We are on the verge of exactly that. In September of last year, a new organization was founded called the Foundation for Accountability (Portland, OR). It is a not-for-profit corporation whose function will be to devise systems for measuring health-care quality and making the information available to the public. These systems will be uniform, which is essential if we are to avoid having dozens of quality accountability systems.

Their first task will be to discern the health of populations--to rank the ability of the HMOs to reduce the likelihood of ill health among the entire population they are serving. The standards will also allow for comparisons of the organizations' ability to improve the health-related quality of life for patients with such conditions as asthma, low back pain, cardiovascular disease, cancer of the breast, and diabetes. And the organizations will be compared in ways that consumers can understand.

Why is this effort important for medical device companies?

No one, especially a company that is competing on quality, wants to be in a commodity market. So everything about the future of the device business depends on moving managed-care competition from a price-only consideration to one that includes quality.

Can device companies assist in doing quality assessment, perhaps by developing databases that record the effects of equipment on patient health or by designing their devices to capture certain types of information?
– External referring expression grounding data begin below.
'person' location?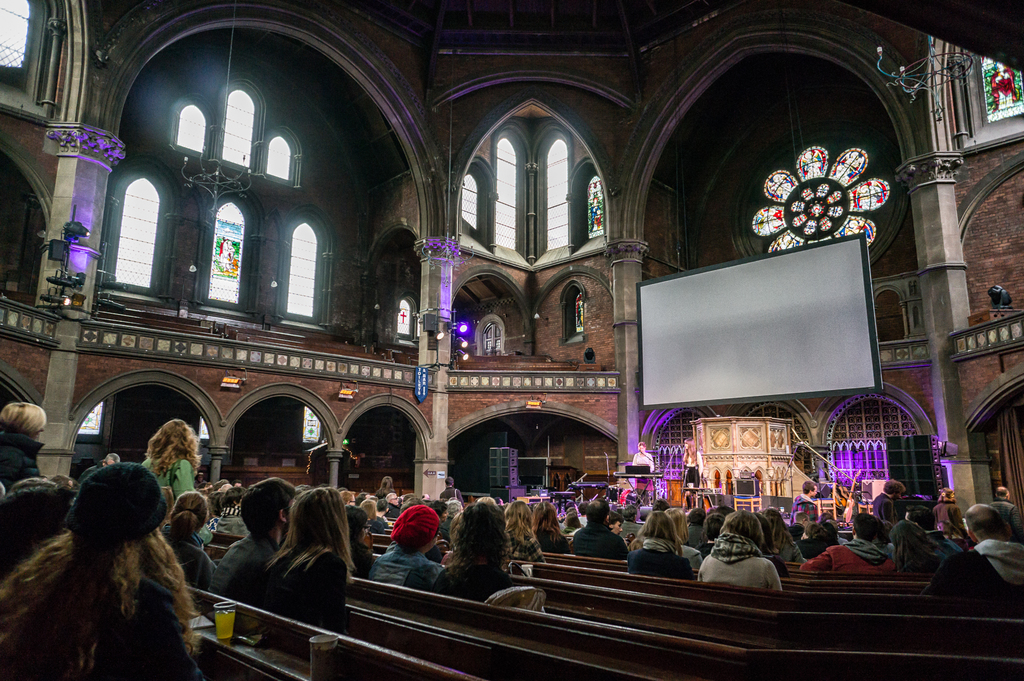
938:502:1021:611
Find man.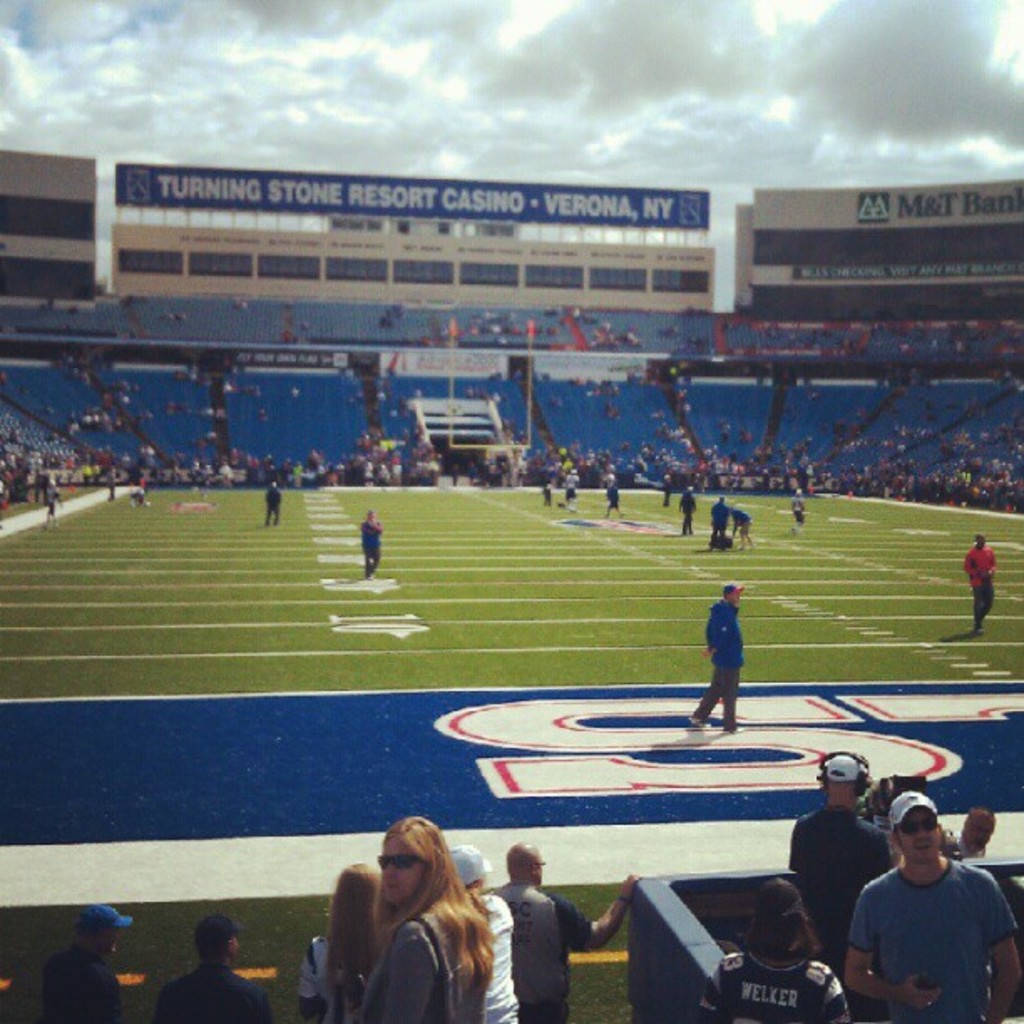
pyautogui.locateOnScreen(832, 785, 1022, 1022).
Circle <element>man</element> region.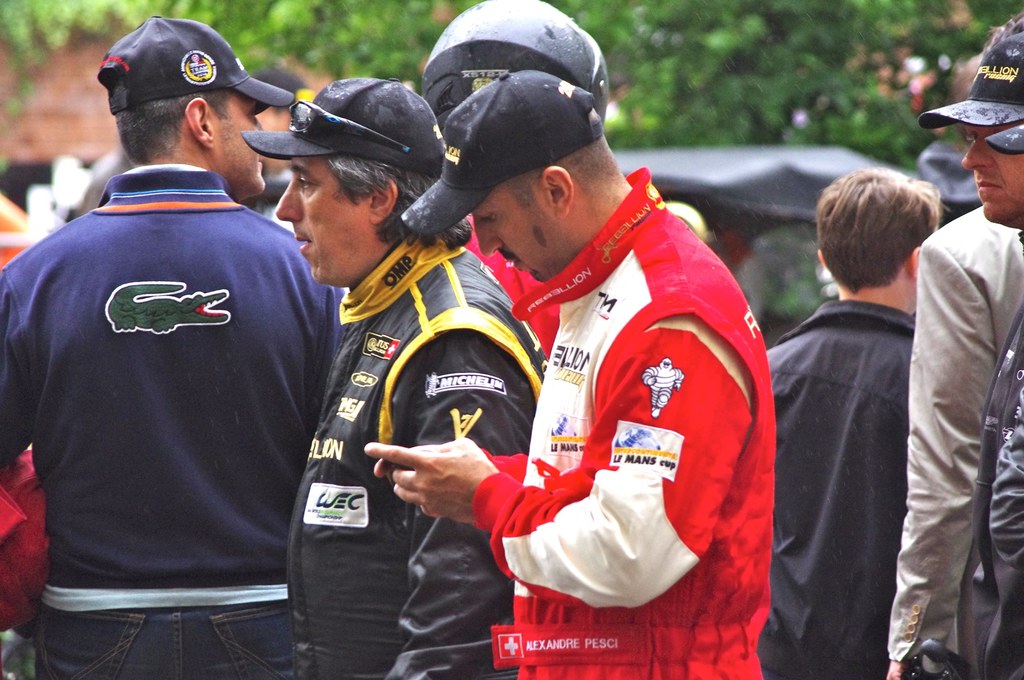
Region: (left=365, top=61, right=778, bottom=679).
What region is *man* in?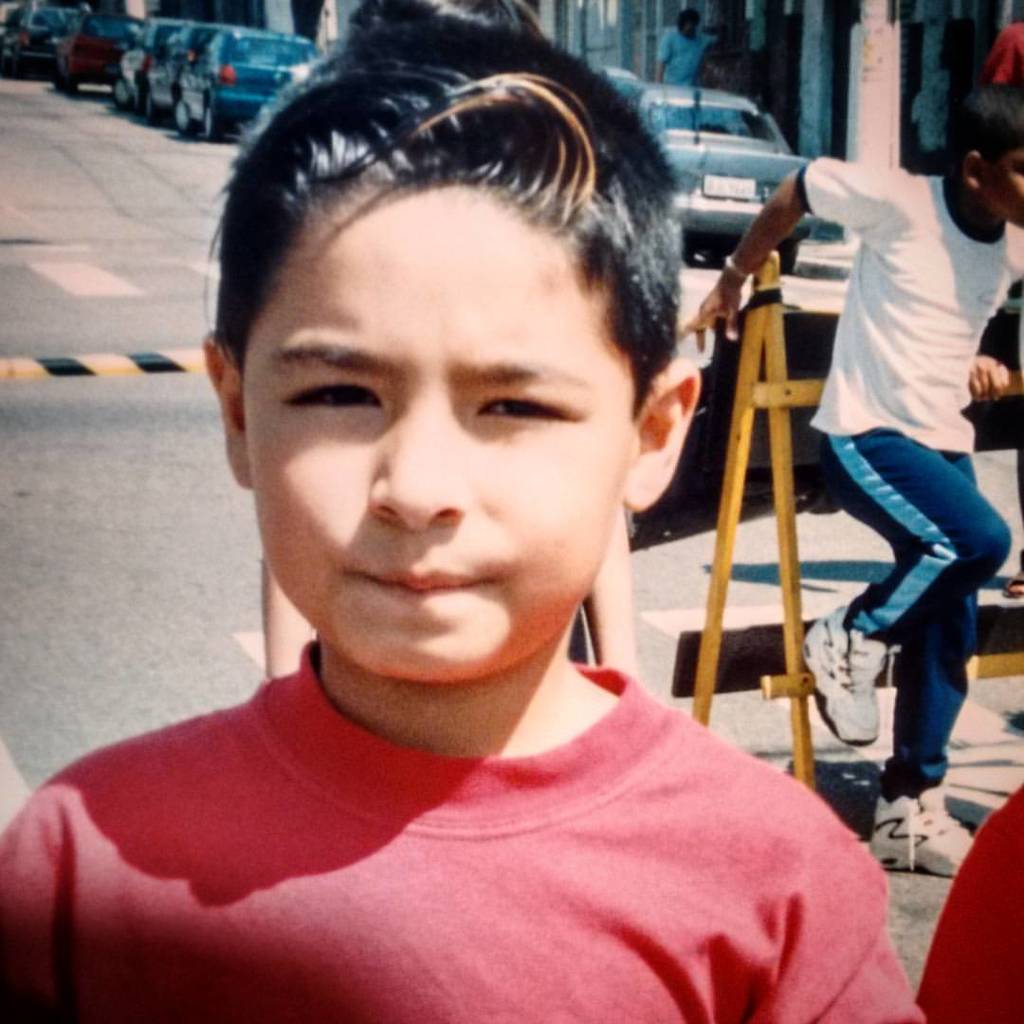
crop(653, 6, 716, 86).
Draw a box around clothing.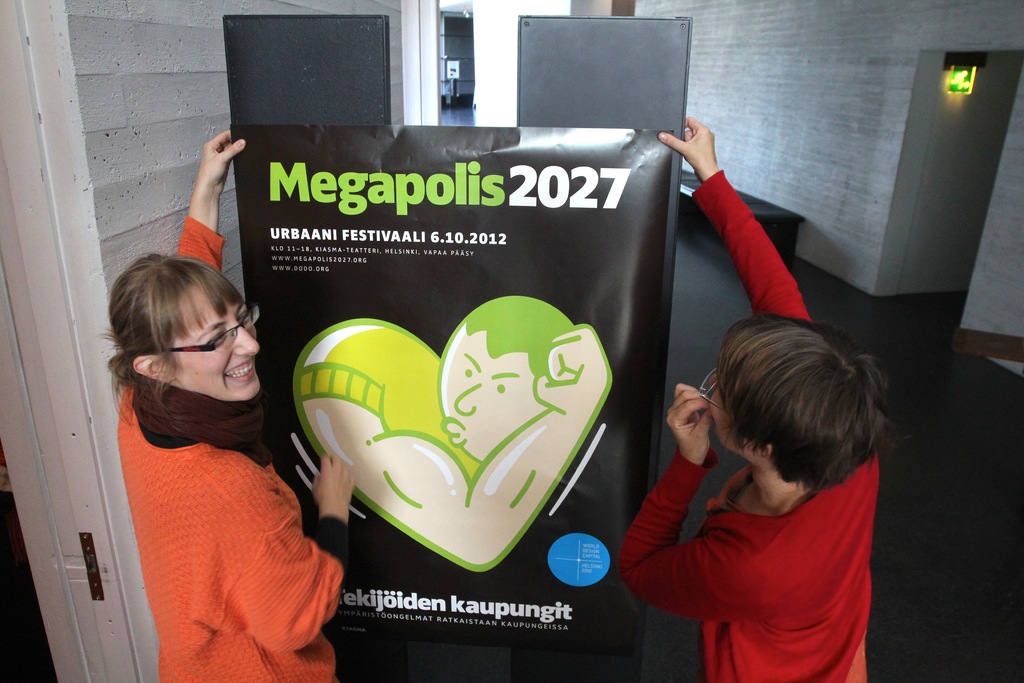
select_region(619, 171, 881, 682).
Both ideas are valid. The device industry is developing very large databases, and we can expect more of that in the future--huge databases for comparing treatments and outcomes. And in the case of devices this information is often very good because many devices produce digital information that can go directly into a database. In the next year, I expect the whole business of computerized medical records--computerized information being provided to doctors and patients--to just take off.

The impetus for this will be the requirement that health plans be accountable for their quality. I think there will be a widespread application of outcomes accountability in the next year, and that will trigger an information revolution in health care. This consumer-oriented information about the quality of care can also be used by health-care organizations to follow up and improve on the effectiveness of health care and the various things that are used in conjunction with it.
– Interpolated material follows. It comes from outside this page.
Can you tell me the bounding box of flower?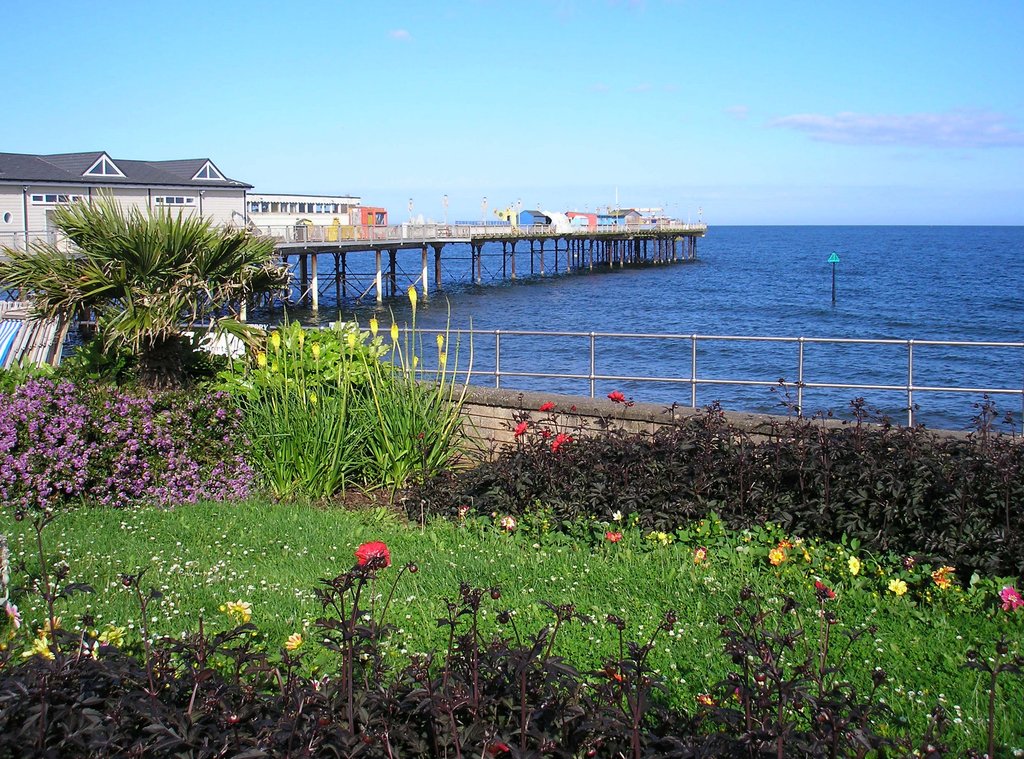
608 391 629 407.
How can device companies contribute to outcomes accountability?

There are several ways. One is to support the efforts of the Foundation for Accountability. As the foundation proposes measurement schemes for assessing the treatment of various diseases, device manufacturers should provide it with information about their experiences in tracking the related use of medical technologies. I have met with a number of device manufacturers about this and have been impressed with the state of the art of following patients in the device industry.

Manufacturers will also be involved through the clinical trials they conduct to evaluate their products. One result of the health-care information revolution is that the nation's health system is going to become a kind of massive, continuous clinical trial. So it will be much easier to go to these managed-care organizations and say we would like to test this device; it won't be necessary to install new information systems or teach doctors how to report on the effectiveness of devices, because the managed-care organizations will already have these capabilities in place. This will make it much easier for manufacturers to find clinical sites for their device testing, and will speed the rate at which devices can be evaluated and reduce the cost of doing so.

What results should manufacturers expect to see as a result of their participation in this information revolution?

I went into the development of managed care because I realized how little we knew about the status of our patients and how poorly structured the health system was for taking care of people with chronic illnesses. It ought to be feasible to simultaneously improve quality and reduce costs, but that is not universally true.

There will be circumstances in which the more expensive drug, device, or procedure works better and, under those circumstances, that is what should be used. And that is what will be used when the public has the information that enables them to judge health-care plans on some basis other than cost.